Manufactured insecurity encourages us to amass money and objects as surrogates for the kinds of security that cannot actually be commodified, the kind of security we can find only in concert with others.
As social provision shrunk, striving became a form of personal insurance against future risk; as employment became more precarious, education was advertised as the most reliable path to upward mobility. Competition was extolled as the most effective way to keep afloat, and the purchase of new products the surest path to self-expression.
The aim was to “increase the number of hands for labour, by removing the means of subsisting in idleness,” as one outspoken proprietor put it.
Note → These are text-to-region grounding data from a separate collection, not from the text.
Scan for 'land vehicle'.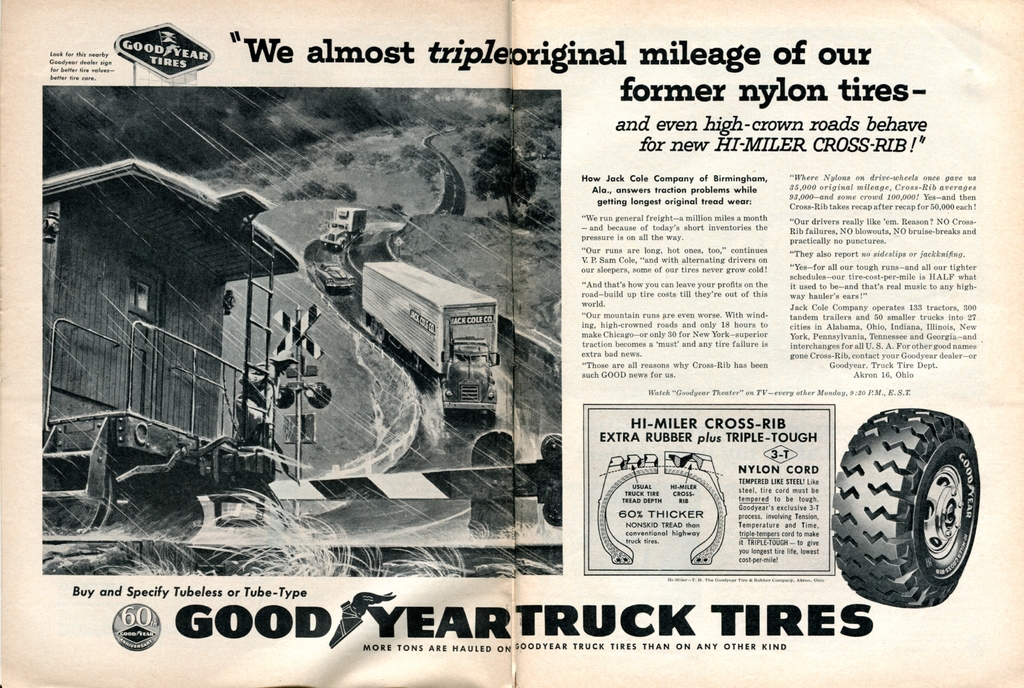
Scan result: bbox(362, 261, 500, 421).
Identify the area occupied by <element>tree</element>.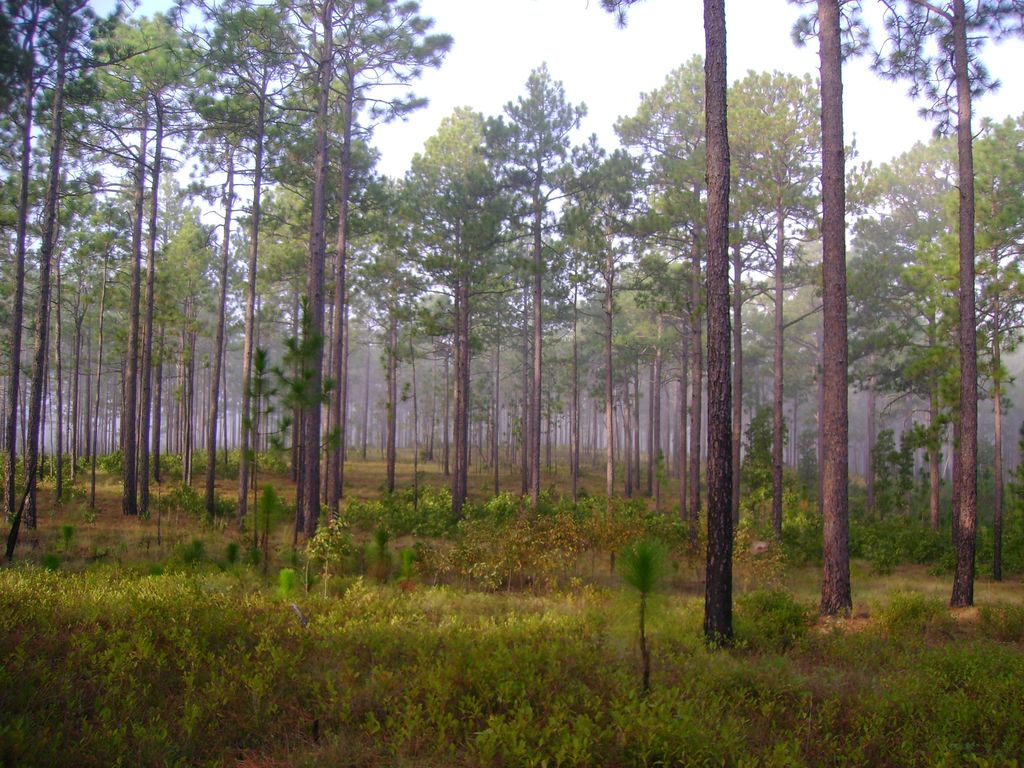
Area: left=170, top=0, right=316, bottom=524.
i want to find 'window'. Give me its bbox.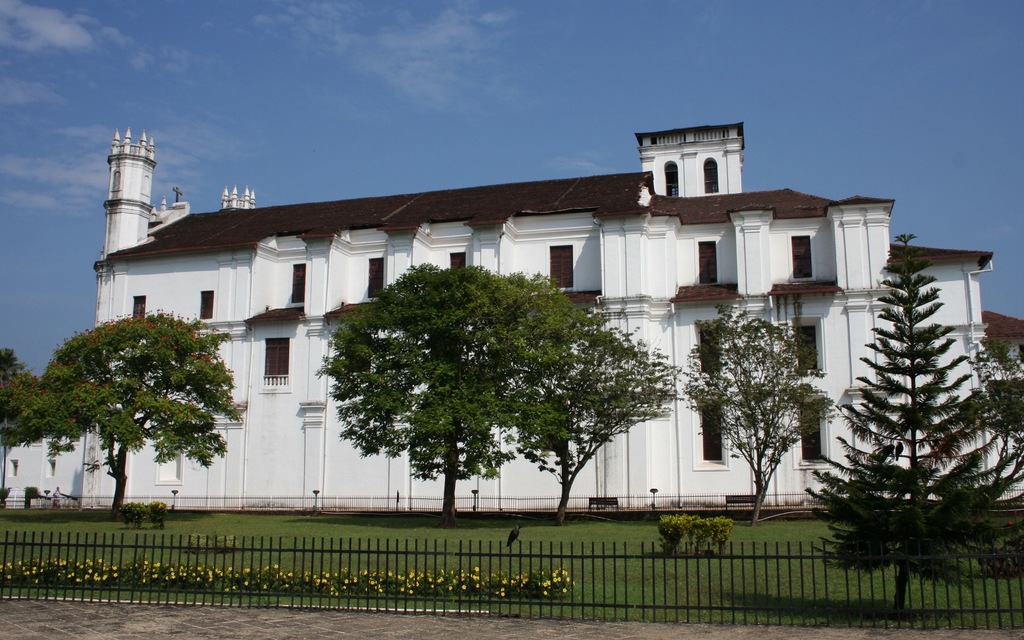
<bbox>444, 249, 473, 278</bbox>.
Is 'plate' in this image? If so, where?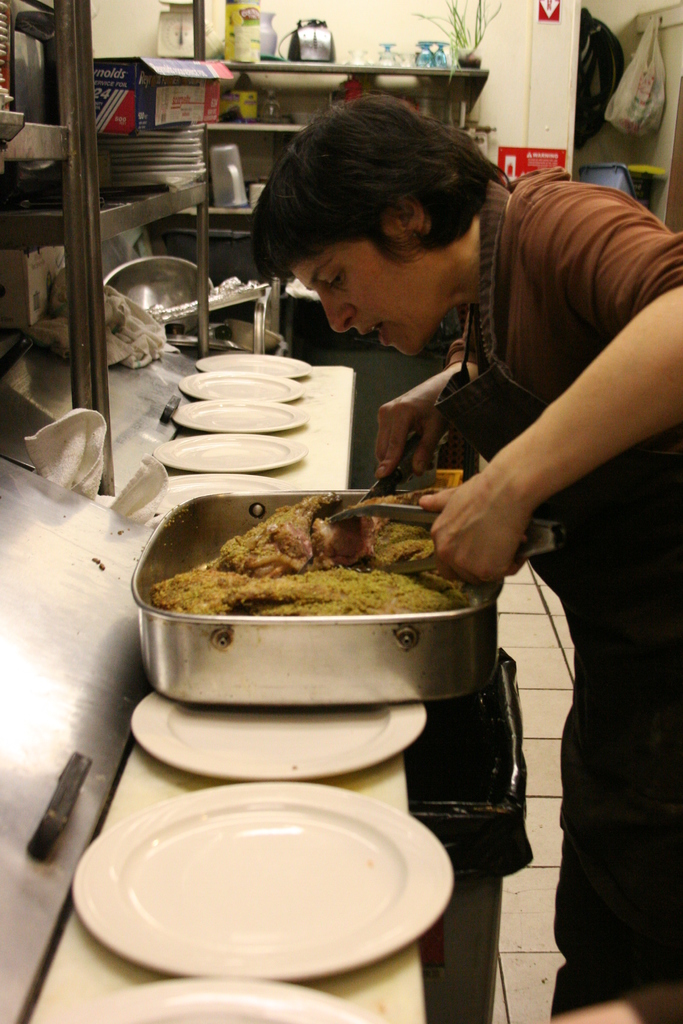
Yes, at <bbox>74, 981, 373, 1023</bbox>.
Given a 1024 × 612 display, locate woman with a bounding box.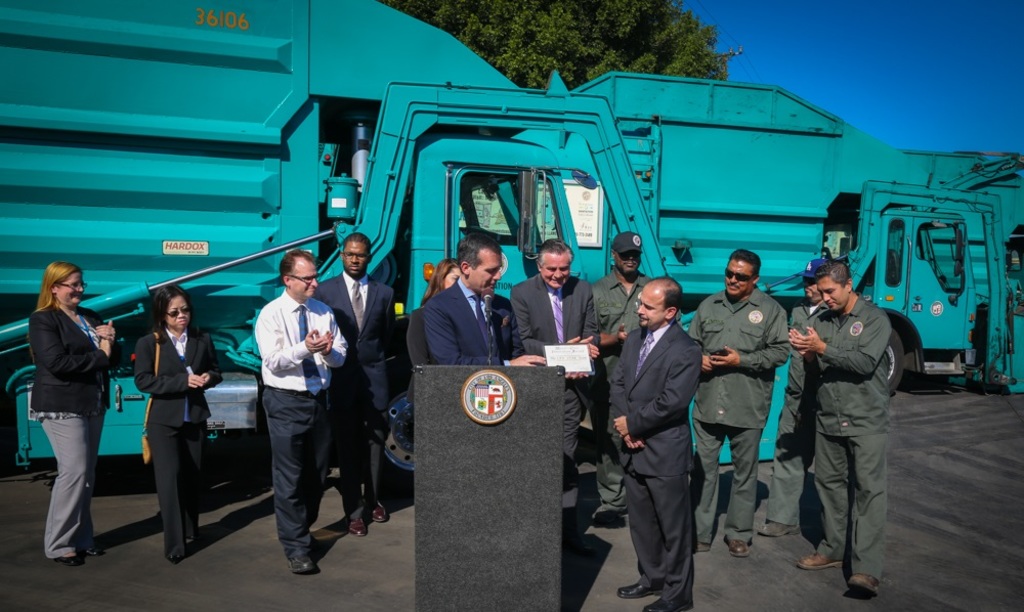
Located: [125, 286, 234, 569].
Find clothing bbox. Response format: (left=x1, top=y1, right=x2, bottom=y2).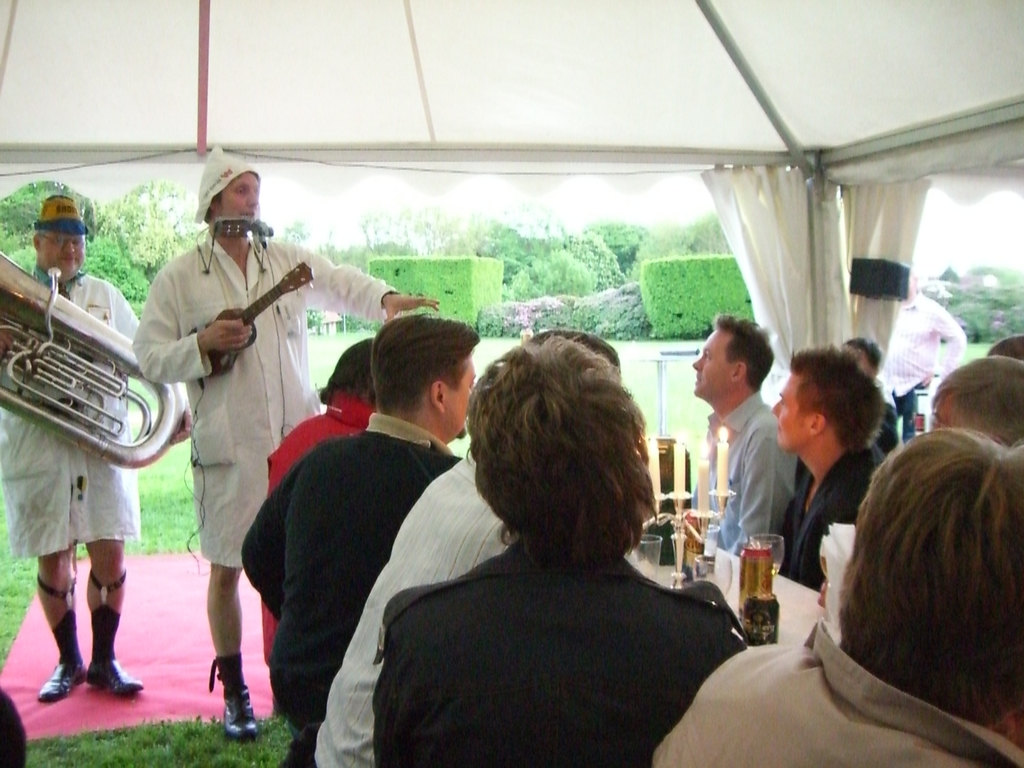
(left=232, top=397, right=368, bottom=653).
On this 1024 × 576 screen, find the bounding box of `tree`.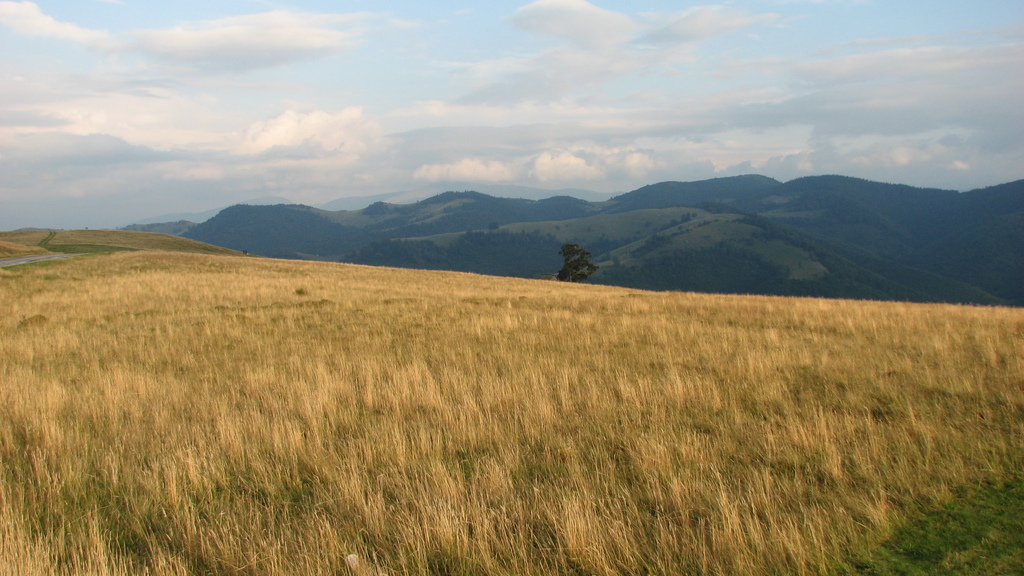
Bounding box: locate(550, 240, 600, 285).
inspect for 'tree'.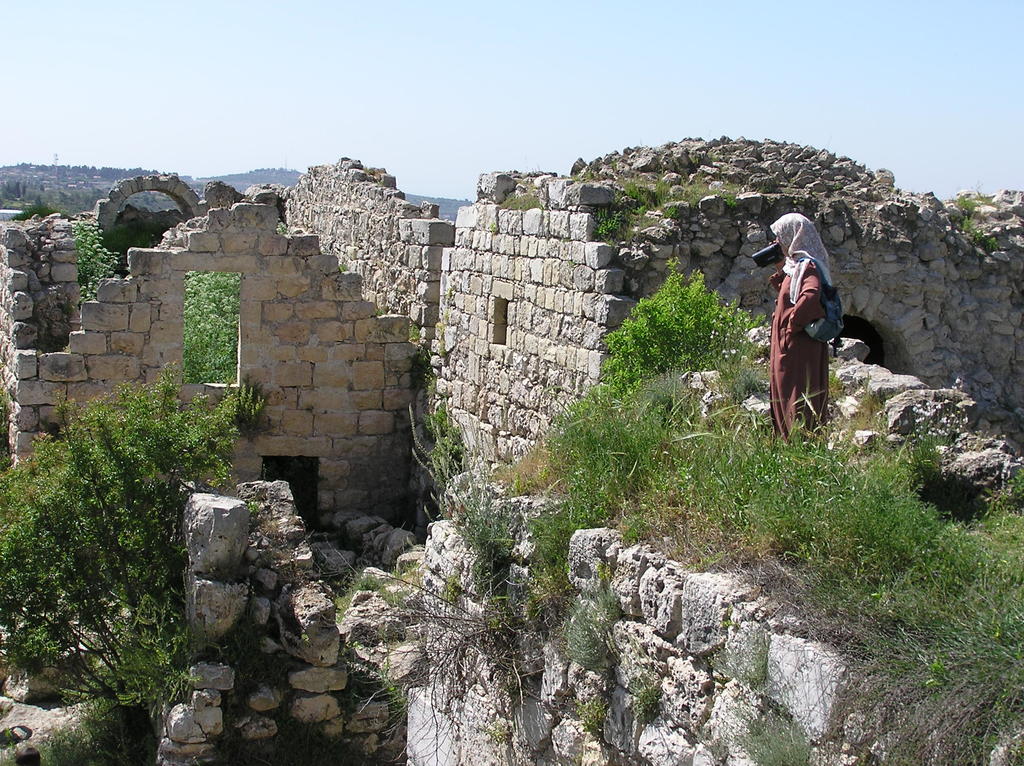
Inspection: select_region(17, 320, 210, 724).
It is not enough to be granted the right not to be abused by our governments without the corresponding right to receive assistance; not enough to possess civil and political rights without social and economic ones as well.
Today, we are caught between two conflicting theories of human motivation: one that sees material security as the basis for personal and social growth (a view held, for example, by Inglehart and Maslow), and another that is committed to manufacturing insecurity to keep people compliant, anxious, and striving.
As social provision shrunk, striving became a form of personal insurance against future risk; as employment became more precarious, education was advertised as the most reliable path to upward mobility. Competition was extolled as the most effective way to keep afloat, and the purchase of new products the surest path to self-expression.
Certainty is not security, it’s a snapping shut and a cover-up—an attempt to escape from the insecurity of not knowing.
When polls were conducted of incoming American freshman in the late sixties, a full 80 percent of respondents said it was essential to them to develop a meaningful philosophy of life; around 45 percent felt financial success was essential.43 For the students surveyed, university was less about career training than self-actualization.